Thursday 25 January 2018

At Rs 867.03 bn, GST receipts short of target for third month in a row

Goods and services tax (GST) collections for December did not deliver much comfort to the government ahead of the Budget, although these rose after two months of declines.
GST collections at Rs 867.03 billion were less than the target of Rs 910 billion combined for the Centre and states.
The figures, released by the finance ministry on Thursday, highlighted subdued collection in the composition scheme — a flat rate provided to taxpayers who do not seek input tax credit. The government thinks evasion in this scheme will be plugged by the e-way bill, which will be introduced for the inter-state movement of goods on February 1.
December was the third straight month when the GST revenue was below Rs 900 billion. The tax yielded Rs 808.08 billion in November and Rs 833 billion in October. GST receipts have fallen short of target in August, October, November and December.
The target of Rs 910 billion is based upon the Centre’s budget estimates for 2017-18 and presumptive growth figures for states for grant of compensation in the case of a revenue shortfall after switching to the GST.
“The increase in revenue collection is on expected lines and means that the GST is stabilising and transition issues are waning. Anti-evasion measures being taken by the government are likely to result in a further increase in revenue in the January-March quarter,” said Pratik Jain, leader, indirect tax, PwC.
Finance Secretary Hasmukh Adhia had earlier said the indirect tax collection target would be met for the current fiscal year after the GST Council decided to split Rs 350 billion of the integrated GST equally between the Centre and states.

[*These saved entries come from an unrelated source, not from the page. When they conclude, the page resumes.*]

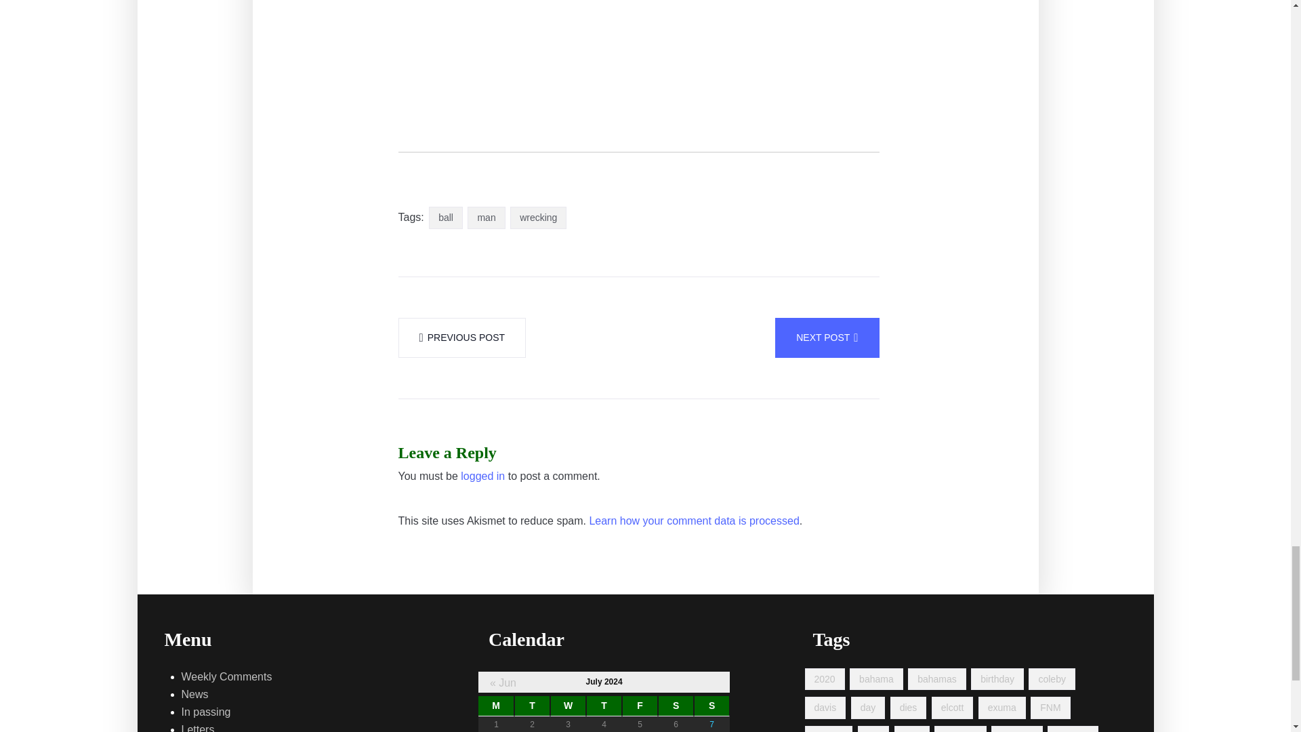 The height and width of the screenshot is (732, 1301). Describe the element at coordinates (538, 218) in the screenshot. I see `wrecking` at that location.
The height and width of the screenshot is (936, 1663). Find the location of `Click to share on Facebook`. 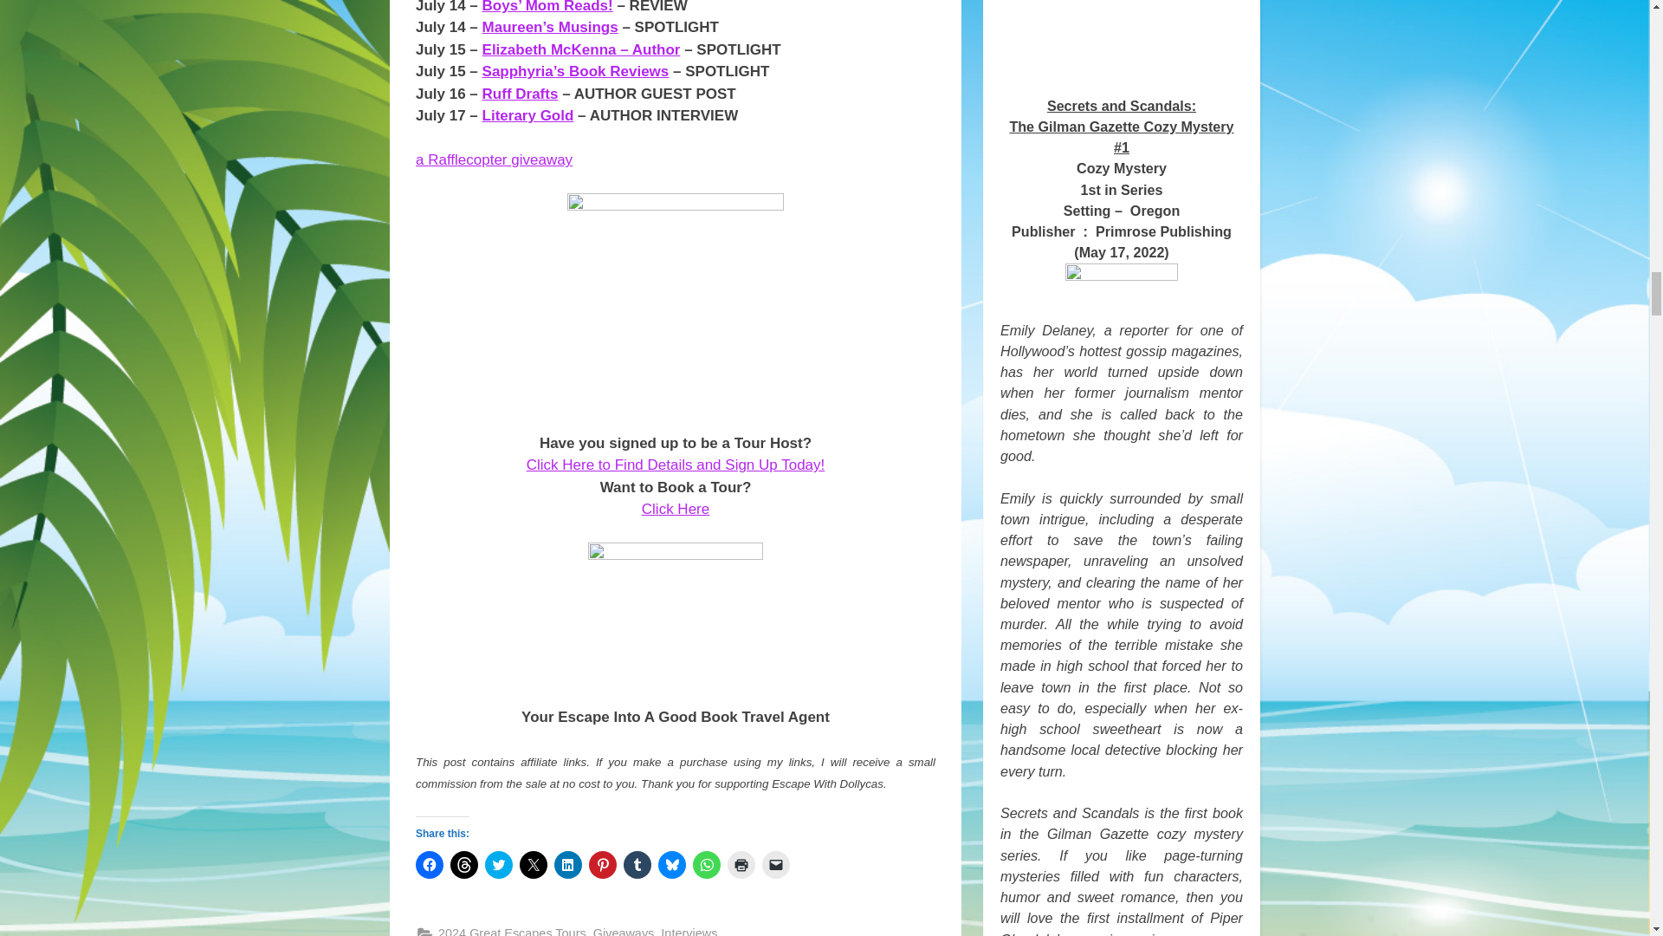

Click to share on Facebook is located at coordinates (430, 864).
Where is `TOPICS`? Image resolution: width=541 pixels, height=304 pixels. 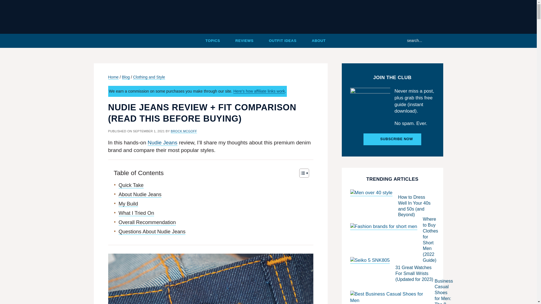
TOPICS is located at coordinates (213, 41).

The Budget has targeted indirect tax collections of Rs 9.26 trillion and the government has collected Rs 5.87 trillion in the first nine months of 2017-18.
Direct tax collections rose over 18 per cent till January 15 against the budget estimate of 15 per cent growth. Disinvestment proceeds will also yield Rs 200 billion more than the budget projections.

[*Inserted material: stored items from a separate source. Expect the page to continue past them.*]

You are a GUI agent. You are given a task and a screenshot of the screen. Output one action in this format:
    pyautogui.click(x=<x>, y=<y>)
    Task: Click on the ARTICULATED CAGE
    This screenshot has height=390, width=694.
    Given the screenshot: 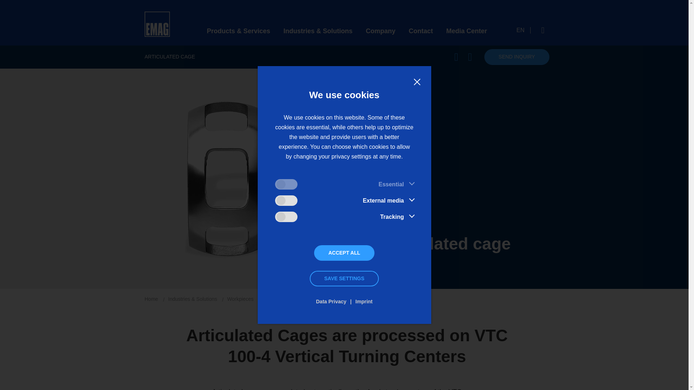 What is the action you would take?
    pyautogui.click(x=169, y=57)
    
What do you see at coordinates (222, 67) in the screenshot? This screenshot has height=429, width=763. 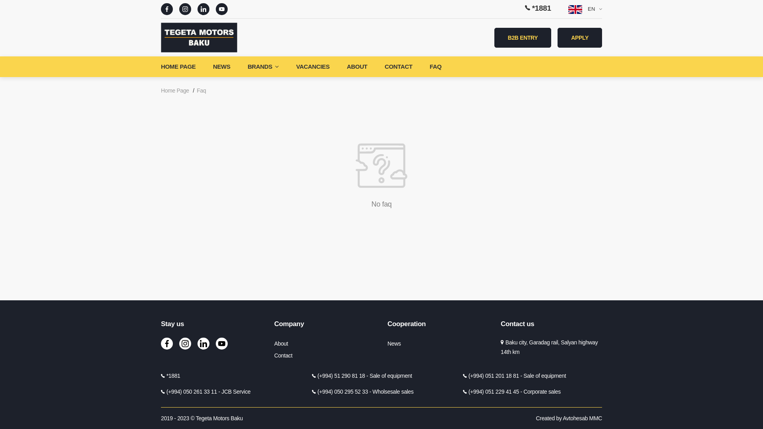 I see `NEWS` at bounding box center [222, 67].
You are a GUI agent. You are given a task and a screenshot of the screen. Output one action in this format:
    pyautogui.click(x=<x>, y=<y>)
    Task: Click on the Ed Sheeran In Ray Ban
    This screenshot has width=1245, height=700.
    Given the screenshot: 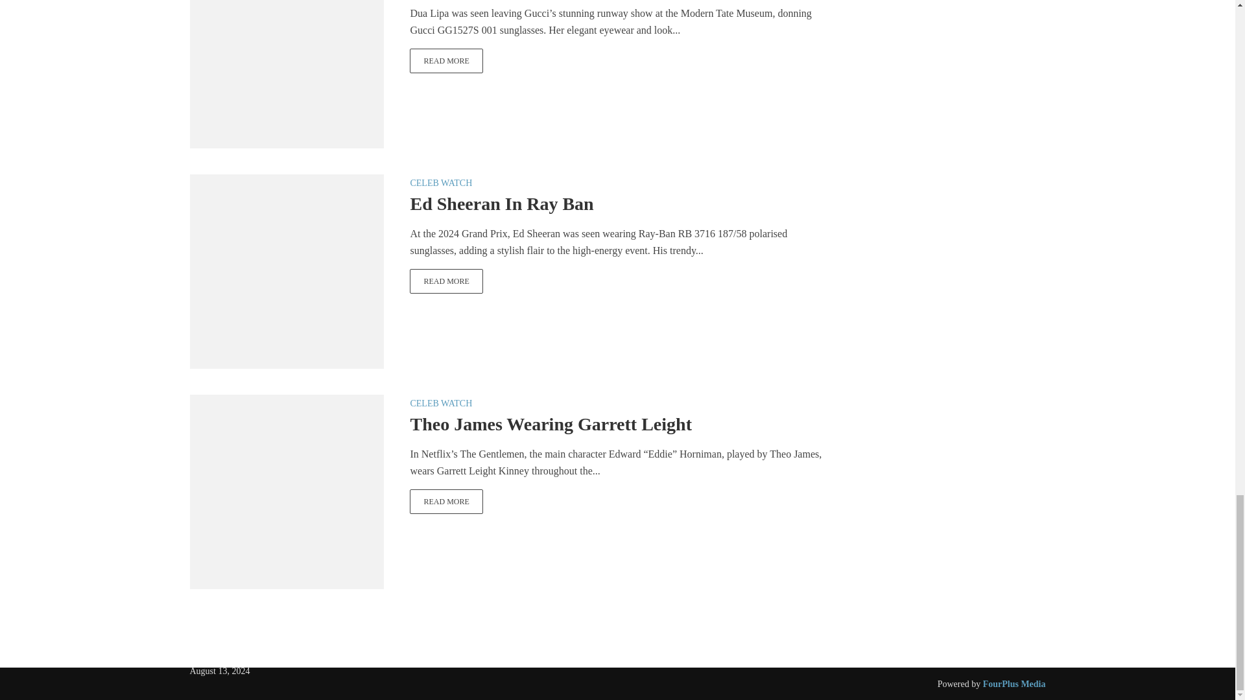 What is the action you would take?
    pyautogui.click(x=286, y=270)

The Centre will, however, face difficulty in non-tax revenues because of low dividend by the RBI and spectrum sale receipts. The government is expected to lean on public sector units to narrow this gap.
So far as the composition scheme is concerned, Rs 4.21 billion was paid by assessees in the second quarter, marginally higher than Rs 3.36 billion in the first quarter. Officials, sensing evasion, said collections would improve once the e-way bill was introduced.
Compliance has been improving with 66.7 per cent of GST assessees filing returns in December against 64.3 per cent in November and 62 per cent in October. In the composition scheme, 54 per cent of assessees filed returns in October-December.